"On the 14th of March, at a quarter to three in the afternoon, the greatest living thinker ceased to think. He had been left alone for scarcely two minutes, and when we came back we found him in his armchair, peacefully gone to sleep—but forever."
–Friedrich Engels, read aloud at Karl Marx's funeral
I'm no expert on Marx and can neither confirm nor deny his idiocy tonight. But I walk past this (I suppose) anti-Communist carving on the mountain every time I climb, enough times to have by now nurtured a casual meditation on the man himself, class struggles, and social science (and whoever went to the trouble of carving it). So I do know that he died widowed, ill, and stateless in the United Kingdom 132 years ago today (Einstein was 4!), presumably free of proletarian chains and without any opium of the masses.
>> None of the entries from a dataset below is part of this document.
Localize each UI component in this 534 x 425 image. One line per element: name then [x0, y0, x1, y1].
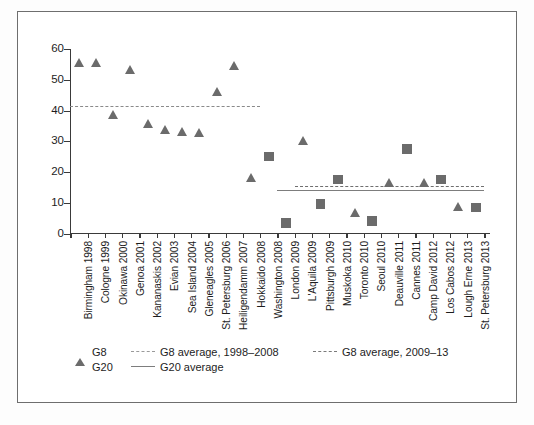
x-category-label: Evian 2003 [169, 241, 180, 291]
g8-data-marker [91, 58, 101, 67]
g8-data-marker [453, 202, 463, 211]
x-tick-mark [208, 233, 209, 238]
g8-data-marker [177, 127, 187, 136]
legend-entry-g20: G20 [73, 359, 113, 374]
y-axis-tick-labels: 0102030405060 [36, 0, 64, 300]
g20-data-marker [436, 175, 446, 185]
y-tick-label: 0 [42, 228, 64, 239]
x-tick-mark [329, 233, 330, 238]
x-tick-mark [88, 233, 89, 238]
triangle-marker-icon [73, 346, 87, 358]
g20-data-marker [367, 216, 377, 226]
legend-entry-g8: G8 [73, 344, 107, 359]
y-tick-label: 50 [42, 74, 64, 85]
reference-line [70, 106, 260, 107]
solid-line-icon [131, 366, 155, 367]
y-tick-mark [64, 49, 70, 50]
g8-data-marker [194, 128, 204, 137]
x-category-label: Deauville 2011 [394, 241, 405, 306]
x-tick-mark [243, 233, 244, 238]
x-tick-mark [70, 233, 71, 238]
g20-data-marker [471, 203, 481, 213]
g8-data-marker [125, 65, 135, 74]
x-category-label: Okinawa 2000 [118, 241, 129, 305]
x-category-label: Pittsburgh 2009 [325, 241, 336, 311]
x-category-label: Kananaskis 2002 [152, 241, 163, 318]
y-tick-label: 40 [42, 105, 64, 116]
g8-data-marker [108, 110, 118, 119]
x-tick-mark [433, 233, 434, 238]
x-tick-mark [277, 233, 278, 238]
g8-data-marker [350, 208, 360, 217]
x-tick-mark [312, 233, 313, 238]
x-tick-mark [226, 233, 227, 238]
x-category-label: Muskoka 2010 [342, 241, 353, 306]
g8-data-marker [419, 178, 429, 187]
y-tick-mark [64, 203, 70, 204]
y-tick-mark [64, 111, 70, 112]
g8-data-marker [229, 61, 239, 70]
legend-entry-g8-average-1998-2008: G8 average, 1998–2008 [131, 344, 279, 359]
y-tick-label: 30 [42, 135, 64, 146]
x-category-label: Birmingham 1998 [83, 241, 94, 319]
chart-figure: 0102030405060 Birmingham 1998Cologne 199… [0, 0, 534, 425]
x-tick-mark [381, 233, 382, 238]
y-tick-label: 10 [42, 197, 64, 208]
legend-label-g8-average-2009-13: G8 average, 2009–13 [342, 346, 448, 358]
g8-data-marker [212, 87, 222, 96]
x-tick-mark [174, 233, 175, 238]
x-axis-line [70, 233, 490, 234]
x-tick-mark [295, 233, 296, 238]
x-tick-mark [346, 233, 347, 238]
x-category-label: Cannes 2011 [411, 241, 422, 300]
x-tick-mark [191, 233, 192, 238]
x-category-label: Sea Island 2004 [187, 241, 198, 313]
legend-label-g20-average: G20 average [160, 361, 224, 373]
x-category-label: Gleneagles 2005 [204, 241, 215, 317]
y-tick-label: 60 [42, 43, 64, 54]
x-tick-mark [467, 233, 468, 238]
g8-data-marker [298, 136, 308, 145]
g8-data-marker [246, 173, 256, 182]
x-category-label: Lough Erne 2013 [463, 241, 474, 318]
legend-label-g8-average-1998-2008: G8 average, 1998–2008 [160, 346, 279, 358]
x-tick-mark [260, 233, 261, 238]
x-category-label: St. Petersburg 2006 [221, 241, 232, 330]
x-tick-mark [122, 233, 123, 238]
legend-entry-g20-average: G20 average [131, 359, 224, 374]
g8-data-marker [74, 58, 84, 67]
x-category-label: London 2009 [290, 241, 301, 299]
x-category-label: Camp David 2012 [428, 241, 439, 321]
y-tick-mark [64, 141, 70, 142]
reference-line [277, 190, 484, 191]
x-category-label: Seoul 2010 [376, 241, 387, 292]
dashed-line-dark-icon [313, 351, 337, 352]
g8-data-marker [143, 119, 153, 128]
x-tick-mark [484, 233, 485, 238]
x-category-label: Los Cabos 2012 [445, 241, 456, 314]
x-tick-mark [398, 233, 399, 238]
g8-data-marker [160, 125, 170, 134]
legend-label-g8: G8 [92, 346, 107, 358]
y-axis-line [70, 49, 71, 234]
x-tick-mark [450, 233, 451, 238]
y-tick-mark [64, 172, 70, 173]
y-tick-mark [64, 234, 70, 235]
dashed-line-light-icon [131, 351, 155, 352]
g20-data-marker [264, 152, 274, 162]
x-category-label: Hokkaido 2008 [256, 241, 267, 308]
x-category-label: Washington 2008 [273, 241, 284, 318]
x-category-label: Heiligendamm 2007 [238, 241, 249, 330]
y-tick-label: 20 [42, 166, 64, 177]
x-category-label: St. Petersburg 2013 [480, 241, 491, 330]
x-category-label: Cologne 1999 [100, 241, 111, 303]
y-tick-mark [64, 80, 70, 81]
x-tick-mark [415, 233, 416, 238]
x-tick-mark [139, 233, 140, 238]
x-tick-mark [105, 233, 106, 238]
x-category-label: Genoa 2001 [135, 241, 146, 296]
g20-data-marker [281, 218, 291, 228]
g20-data-marker [316, 199, 326, 209]
x-tick-mark [364, 233, 365, 238]
x-tick-mark [157, 233, 158, 238]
His headstone reads: "Workers of the world, unite!"
But, what if, after all, the carving refers to Groucho Marx (or Chico, Harpo, or Zeppo!), who once, in 1958, did the Charleston on top of a heap of rocks marking the spot where Hitler died and proclaimed, "Not much satisfaction after he killed six million Jews!" No idiot, he would prefer to be quoted as being misquoted, of course.
Or, a friend once suggested the carving might in fact refer to singer Richard Marx, and now it’s all I can do to not get the song “Right Here Waiting” stuck in my head when I see it.
UPDATE: Over two years and much studying of the mountain later, it painfully dawned on me that this Marx may've been a reference to Rabbi David Marx of The Temple that was bombed in Atlanta in October 1958, the same year Stone Mountain was taken over by the State of Georgia. I wrote about it in 2017.